Wage-Weighted Entries

Under the final rule, USCIS will “weight” entries based on the Occupational Employment and Wage Statistics (OEWS) wage level tied to the job’s Standard Occupational Classification (SOC) code and area of intended employment.  

In a direct reversal from the newly-implemented single entry per registrant policy from the March 2025 lottery, this year, the same beneficiary can be entered into the selection pool multiple times, with the number of “entries” depending on wage level:

Wage Level I = 1 entry
Wage Level II = 2 entries
Wage Level III = 3 entries
Wage Level IV = 4 entries

More entries will meaningfully improve the odds for higher-earning individuals. Each unique beneficiary is still counted once toward cap projections, regardless of how many registrations were submitted for that person. The rule also adds an anti-gaming guardrail: if multiple registrations exist for the same beneficiary, USCIS assigns that beneficiary to the lowest wage level among the registrations. In other words, multiple registrations do not allow a beneficiary to “shop” for a higher weighting.

New Data Collection

To facilitate the new system, DHS must collect wage information at the time of lottery registration. Registrants must select the highest OEWS wage level that the offered wage equals or exceeds, and must provide the SOC code and the area of intended employment used to determine the wage level. 

If the role involves multiple locations, the registrant must use the lowest corresponding wage level among the locations/positions. This is another integrity measure designed to prevent strategic “papering” of higher wages or higher-pay locations.

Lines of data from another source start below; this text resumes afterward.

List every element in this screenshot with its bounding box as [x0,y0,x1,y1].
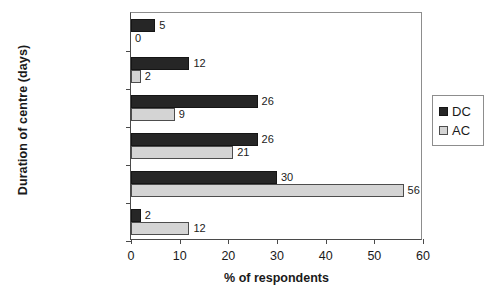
bar-value-label: 2 [145,208,151,222]
y-axis-title: Duration of centre (days) [16,5,30,235]
bar-row: 12 [131,222,421,235]
bar-group: 122 [131,51,421,83]
x-axis-tick-label: 30 [257,249,297,263]
x-axis-tick [228,239,229,244]
legend-swatch-ac-icon [439,126,448,135]
bar-ac[interactable] [131,184,404,197]
legend-item-ac[interactable]: AC [439,121,483,140]
bar-ac[interactable] [131,222,189,235]
bar-value-label: 0 [135,31,141,45]
legend-swatch-dc-icon [439,107,448,116]
bar-row: 5 [131,19,421,32]
bar-ac[interactable] [131,108,175,121]
bar-row: 56 [131,184,421,197]
bar-row: 2 [131,70,421,83]
x-axis-tick-label: 50 [354,249,394,263]
bar-group: 2621 [131,127,421,159]
bar-group: 269 [131,89,421,121]
bar-dc[interactable] [131,171,277,184]
bar-row: 21 [131,146,421,159]
bar-dc[interactable] [131,95,258,108]
x-axis-title: % of respondents [130,271,423,285]
x-axis-tick [423,239,424,244]
x-axis-tick [180,239,181,244]
x-axis-tick [277,239,278,244]
bar-dc[interactable] [131,57,189,70]
legend-label-ac: AC [452,124,470,137]
x-axis-tick [374,239,375,244]
chart-figure: Duration of centre (days) 50Don't know12… [0,0,501,298]
chart-legend: DC AC [432,95,484,146]
x-axis-tick-label: 20 [208,249,248,263]
plot-area: 50Don't know122More than 22691½–226211–1… [130,12,422,240]
legend-item-dc[interactable]: DC [439,102,483,121]
bar-row: 0 [131,32,421,45]
bar-dc[interactable] [131,209,141,222]
x-axis-tick-label: 60 [403,249,443,263]
bar-row: 9 [131,108,421,121]
bar-value-label: 26 [262,94,274,108]
bar-ac[interactable] [131,146,233,159]
bar-value-label: 21 [237,145,249,159]
x-axis-tick-label: 0 [111,249,151,263]
bar-row: 2 [131,209,421,222]
x-axis-tick [131,239,132,244]
x-axis-tick-label: 40 [306,249,346,263]
bar-value-label: 30 [281,170,293,184]
legend-label-dc: DC [452,105,471,118]
bar-row: 26 [131,133,421,146]
bar-row: 12 [131,57,421,70]
bar-value-label: 5 [159,18,165,32]
bar-ac[interactable] [131,70,141,83]
bar-value-label: 9 [179,107,185,121]
bar-group: 50 [131,13,421,45]
x-axis-tick [326,239,327,244]
bar-value-label: 12 [193,221,205,235]
bar-value-label: 56 [408,183,420,197]
bar-row: 26 [131,95,421,108]
bar-group: 3056 [131,165,421,197]
bar-row: 30 [131,171,421,184]
bar-value-label: 2 [145,69,151,83]
bar-value-label: 26 [262,132,274,146]
bar-value-label: 12 [193,56,205,70]
bar-group: 212 [131,203,421,235]
x-axis-tick-label: 10 [160,249,200,263]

Crucially for employers, the wage level is effectively “locked in” as of the registration date, so employer-petitioners should be prepared to document and defend the basis for the wage level used at registration when filing the Labor Condition Application and H-1B petition. 

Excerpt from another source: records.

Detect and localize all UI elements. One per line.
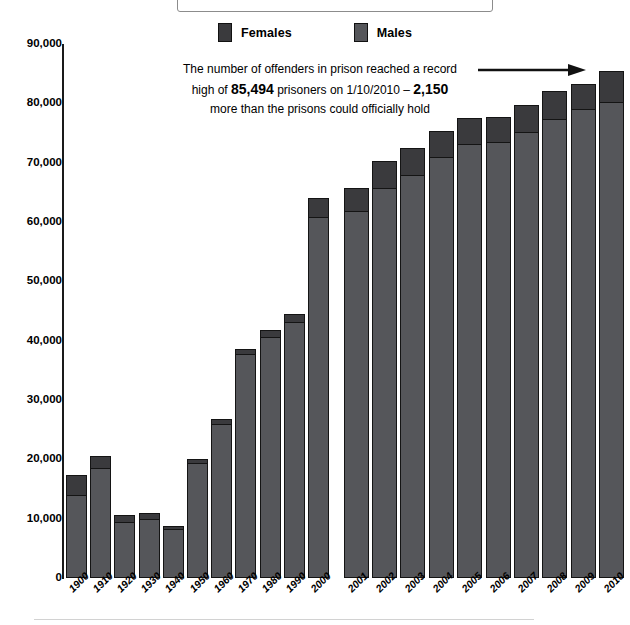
chart-plot-area: 90,00080,00070,00060,00050,00040,00030,0… <box>0 0 630 625</box>
bar-segment-males-2001 <box>345 212 368 577</box>
bar-segment-females-2000 <box>309 199 328 217</box>
bar-1960[interactable] <box>211 419 232 578</box>
bar-segment-males-2010 <box>600 103 623 577</box>
bar-segment-females-2008 <box>543 92 566 119</box>
bar-segment-males-2005 <box>458 145 481 577</box>
bar-segment-males-1970 <box>236 355 255 577</box>
footer-rule <box>34 619 534 620</box>
bar-segment-females-2005 <box>458 119 481 145</box>
bar-1990[interactable] <box>284 314 305 578</box>
bars-layer: 1900191019201930194019501960197019801990… <box>0 0 630 625</box>
bar-2004[interactable] <box>429 131 454 578</box>
bar-segment-females-2006 <box>487 118 510 143</box>
bar-segment-females-2003 <box>401 149 424 176</box>
bar-1920[interactable] <box>114 515 135 578</box>
bar-1900[interactable] <box>66 475 87 578</box>
bar-segment-males-2008 <box>543 120 566 577</box>
bar-2006[interactable] <box>486 117 511 578</box>
bar-segment-males-2007 <box>515 133 538 577</box>
bar-segment-females-1900 <box>67 476 86 496</box>
bar-1970[interactable] <box>235 349 256 578</box>
bar-2008[interactable] <box>542 91 567 578</box>
bar-segment-males-2006 <box>487 143 510 577</box>
bar-1910[interactable] <box>90 456 111 578</box>
bar-segment-males-2002 <box>373 189 396 577</box>
bar-segment-males-1950 <box>188 464 207 577</box>
bar-1980[interactable] <box>260 330 281 578</box>
bar-segment-females-2004 <box>430 132 453 158</box>
bar-segment-females-1990 <box>285 315 304 323</box>
bar-segment-females-2001 <box>345 189 368 212</box>
bar-segment-males-1930 <box>140 520 159 577</box>
bar-segment-males-2000 <box>309 218 328 577</box>
bar-segment-females-1920 <box>115 516 134 524</box>
bar-segment-males-2004 <box>430 158 453 577</box>
bar-segment-females-2010 <box>600 72 623 103</box>
bar-segment-females-2007 <box>515 106 538 133</box>
bar-segment-males-1920 <box>115 523 134 577</box>
bar-1940[interactable] <box>163 526 184 578</box>
bar-segment-males-2009 <box>572 110 595 577</box>
bar-2000[interactable] <box>308 198 329 578</box>
bar-2007[interactable] <box>514 105 539 578</box>
bar-2010[interactable] <box>599 71 624 578</box>
bar-2001[interactable] <box>344 188 369 578</box>
bar-2005[interactable] <box>457 118 482 578</box>
bar-segment-females-1910 <box>91 457 110 469</box>
bar-segment-males-1990 <box>285 323 304 577</box>
bar-2009[interactable] <box>571 84 596 578</box>
bar-1930[interactable] <box>139 513 160 578</box>
bar-segment-males-1980 <box>261 338 280 577</box>
bar-segment-females-2009 <box>572 85 595 110</box>
bar-2002[interactable] <box>372 161 397 578</box>
bar-segment-males-2003 <box>401 176 424 577</box>
bar-1950[interactable] <box>187 459 208 578</box>
bar-2003[interactable] <box>400 148 425 578</box>
bar-segment-females-1980 <box>261 331 280 338</box>
bar-segment-males-1900 <box>67 496 86 577</box>
bar-segment-males-1910 <box>91 469 110 577</box>
bar-segment-females-2002 <box>373 162 396 188</box>
bar-segment-males-1960 <box>212 425 231 577</box>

USCIS has indicated that it will give increased scrutiny where post-selection changes appear designed to manipulate wage level or selection odds, including potential denial or revocation in cases viewed as an attempt to unfairly increase the chance of selection.

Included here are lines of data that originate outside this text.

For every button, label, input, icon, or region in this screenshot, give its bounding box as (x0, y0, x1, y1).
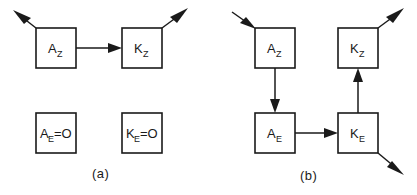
edge-a-kz-external (162, 8, 188, 28)
node-b-kz-label: K (350, 41, 359, 56)
edge-b-kz-external (378, 8, 404, 28)
panel-a: A Z K Z A E (13, 8, 188, 153)
node-b-az-sublabel: Z (276, 49, 282, 59)
edge-b-ke-external (378, 153, 404, 175)
node-a-ae: A E =O (36, 113, 76, 153)
node-a-ae-equals-zero: =O (54, 126, 72, 141)
node-b-ae-label: A (267, 126, 276, 141)
edge-b-ae-ke (295, 128, 338, 138)
node-b-ke: K E (338, 113, 378, 153)
diagram-svg: A Z K Z A E (0, 0, 417, 195)
arrow-head-right (324, 128, 338, 138)
arrow-head-down (270, 99, 280, 113)
node-b-ae-sublabel: E (276, 134, 282, 144)
node-a-kz: K Z (122, 28, 162, 68)
node-b-az: A Z (255, 28, 295, 68)
node-a-az-sublabel: Z (57, 49, 63, 59)
node-b-ke-label: K (350, 126, 359, 141)
node-a-kz-label: K (134, 41, 143, 56)
edge-b-ke-kz (353, 68, 363, 113)
arrow-head-right (108, 43, 122, 53)
edge-a-external-az (13, 10, 36, 28)
node-a-ke-equals-zero: =O (140, 126, 158, 141)
node-a-az-label: A (48, 41, 57, 56)
edge-a-az-kz (76, 43, 122, 53)
node-a-ke: K E =O (122, 113, 162, 153)
panel-b: A Z K Z A E (232, 8, 404, 175)
node-b-ae: A E (255, 113, 295, 153)
panel-a-caption: (a) (92, 166, 109, 181)
arrow-head-up (353, 68, 363, 82)
edge-b-external-az (232, 12, 256, 29)
edge-b-az-ae (270, 68, 280, 113)
panel-b-caption: (b) (300, 168, 317, 183)
figure-canvas: A Z K Z A E (0, 0, 417, 195)
node-b-ke-sublabel: E (359, 134, 365, 144)
node-b-kz-sublabel: Z (359, 49, 365, 59)
node-a-az: A Z (36, 28, 76, 68)
node-b-az-label: A (267, 41, 276, 56)
node-b-kz: K Z (338, 28, 378, 68)
node-a-kz-sublabel: Z (143, 49, 149, 59)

High-Rollers Are The Big Winners

Because the weighting is directly tied to wage levels, the most obvious winners here will be employers and roles that routinely land in OEWS Wage Level III and IV. This will predictably favor sectors that pay at the top of the market for specialty talent, including technology, finance, quantitative and data-driven roles, management consulting, and other high-margin industries that support premium wages across major metro areas.

Conversely, entry-level positions, early-career hires, and roles based in lower-wage geographic areas will likely face reduced selection odds. However, Level I and Level II roles will remain eligible. But when the pool is crowded, weighting inevitably reallocates probability toward higher wage levels.

Potential for Challenges

As of the date of this post, there has not been publicly reported litigation specifically challenging the weighted-selection final rule. It’s worth noting that the final rule, unlike the Proclamation announcing the $100,000 H-1B fee, went through the standard Administrative Procedure Act notice-and-comment process: DHS issued a notice of proposed rulemaking on September 24, 2025, received thousands of public comments, and then finalized the rule as proposed. That said, DHS expressly acknowledged the possibility of future litigation in the rule’s preamble, so readers should check back for updates to this post if any challenges are filed before the rule takes effect on February 27, 2026.

A More In-Depth Lottery Prep For FY2027

For the first time, employers need to identify DOL wage levels and SOC codes in advance of the lottery. Recommended preparation for this year’s lottery is as follows:

     1. Confirm the SOC code and intended worksite geography. 
     2. Identify the corresponding wage level and evaluate the implications for budgeting and lottery entry.
     3. Ensure the offered wage and job leveling are internally consistent.

Based on these changes, the “lottery” will operate much more like a market-driven allocation. This year, employers need to treat their registrations as a strategic step, rather than a random submission.